Despite increasing pressure and widespread anti-Israel sentiment among European governments amid the current conflict in Gaza, this latest data seems to contradict recent calls by European leaders to impose an arms embargo on the Jewish state over its defensive campaign in Gaza against the Palestinian terrorist group Hamas.
On Wednesday, Germany reversed its earlier threat to halt arms deliveries to Israel, reaffirming its commitment to continue cooperation and maintain defense contracts with Jerusalem.
“Germany will continue to support the State of Israel, including with arms deliveries,” German Foreign Minister Johann Wadephul told lawmakers in parliament.
Last week, Berlin warned it would take unspecified measures against Israel if it continued its military campaign in Gaza, citing concerns that exported weapons were being used in violation of humanitarian law.
“Our full support for the right to exist and the security of the State of Israel must not be instrumentalized for the conflict and the warfare currently being waged in the Gaza Strip,” Wadephul said in a statement.
Germany would be “examining whether what is happening in the Gaza Strip is compatible with international humanitarian law,” he continued. “Further arms deliveries will be authorized based on the outcome of that review.”
Spain and Ireland are among the countries in Europe that have threatened or taken steps to limit arms deals with Israel, while others such as France have threatened unspecified harsh measures against the Jewish state.
According to the Israeli defense ministry’s report, since the outbreak of war on Oct. 7, 2023, after the Hamas-led invasion of and massacre across southern Israel, the operational successes and proven battlefield performance of Israeli systems have fueled strong international demand for Israel’s defense technology.
Last year, the export of missiles, rockets, and air defense systems reached a new high, making up 48 percent of the total deal volume — up from 36 percent in 2023.
Similarly, satellite and space systems exports surged, accounting for 8 percent of total deals in 2024 — quadrupling their share from 2 percent in 2023.
While Europe dominated Israel’s defense export market in 2024, significant portions also went to other regions.
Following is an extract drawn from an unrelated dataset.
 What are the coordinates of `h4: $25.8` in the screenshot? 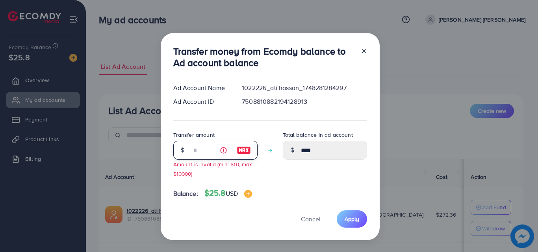 It's located at (228, 193).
Asia and the Pacific made up 23 percent of total sales — slightly lower than in previous years, when the region approached 30 percent.
Exports to Abraham Accords countries fell to 12 percent, down from 23 percent in 2022, while North America remained stable at around 9 percent.
The post Israel’s Defense Exports Hit Record $15 Billion in 2024 Despite European Pressure, Calls for Arms Embargo first appeared on Algemeiner.com.